Falcon Collings

Article by Chris Pitt

National Hunt jockey Conrad Falcon Hood Collings was born on September 19, 1946 and began his racing career as an amateur rider. He rode his first winner on Frank Cundell’s High Havens in the Dick McCreery Amateur Riders’ Handicap Chase, a race for past and present members of the armed forces,

on the Friday of Sandown Park’s Grand Military meeting, March 13, 1970. He then won the following day’s Past and Present Amateur Riders’ Hurdle on the Michael Pope-trained Tantalum which immediately got him noticed as an above-average military rider.

He had three more winners that term, including a Whit Monday Fontwell Park double on Pindon in the Merrick Good Hurdle and Slave Driver in the Lavington Challenge Cup Chase. He turned professional at the start of the 1970/71 campaign, during which he rode nine winners and looked to be on his way to forging a successful career. He rode seven more the following season, including a Boxing Day victory on Richard Head’s novice hurdler King’s Flame at Newton Abbot, an Easter Monday success on Frank Cundell’s hurdler Tan at Wincanton, and victory on Edward Champney’s chaser The Edwardian at Hereford on March 4, 1972.

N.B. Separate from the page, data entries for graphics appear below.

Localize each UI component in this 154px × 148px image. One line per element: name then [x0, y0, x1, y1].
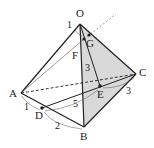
label-f: F: [72, 50, 78, 61]
measure-ec: 3: [126, 86, 131, 96]
measure-db: 2: [55, 121, 60, 131]
measure-fe: 3: [85, 63, 90, 73]
measure-of: 1: [67, 20, 72, 30]
measure-de: 5: [73, 99, 78, 109]
diagram-canvas: [0, 0, 154, 148]
measure-ad: 1: [24, 102, 29, 112]
label-g: G: [86, 38, 94, 49]
label-c: C: [139, 67, 146, 78]
label-b: B: [80, 131, 87, 142]
tetrahedron-diagram: O A B C D E F G 1 3 1 2 5 3: [0, 0, 154, 148]
label-a: A: [9, 88, 17, 99]
label-o: O: [76, 8, 84, 19]
label-d: D: [35, 110, 43, 121]
segment-af: [21, 39, 84, 93]
arc-db: [44, 112, 82, 129]
label-e: E: [97, 89, 104, 100]
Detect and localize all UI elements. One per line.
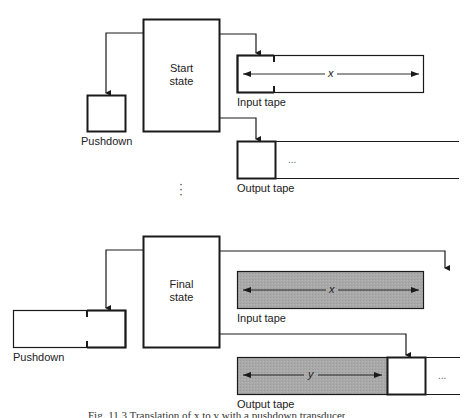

Sadly, he was unlucky with injuries, which restricted him to three winners for the 1972/73 season, two of which were gained on course specialist The Edwardian at Hereford’s Easter Monday and Whit Monday fixtures. He found opportunities hard to come by thereafter, ending up riding mostly bad horses that nobody else wanted to ride and consequently suffering more than his share of injuries which blighted his career.

There were just two winners to show for the 1973/74 season, although one of them did at least come in a decent race, on the Alan Jarvis-trained Traite De Paix in the Greenall Whitley Handicap Hurdle at

Haydock on the first day of March. The other – what would be the final victory of his career – came on another Jarvis-trained horse, novice chaser Carpette at Southwell on March 11, 1974.

He continued riding for two more seasons but had few mounts, mostly no-hopers at minor meetings on bank holidays, or on backward or inexperienced horses that required educating. An example of the latter category was six-year-old hurdler Gipsy Cobbler at Cheltenham on October 23, 1974. The form book comment reads ‘jumped slowly 1st, refused 2nd’, the reluctant debutant decanting his rider over the hurdle in front of the stands.

Although he looked unpromising at the time, Gipsy Cobbler actually went on to win a race later that season, though not with the assistance of Falcon Collings.

Gipsy Cobbler and Falcon Collings go their separate ways at Cheltenham.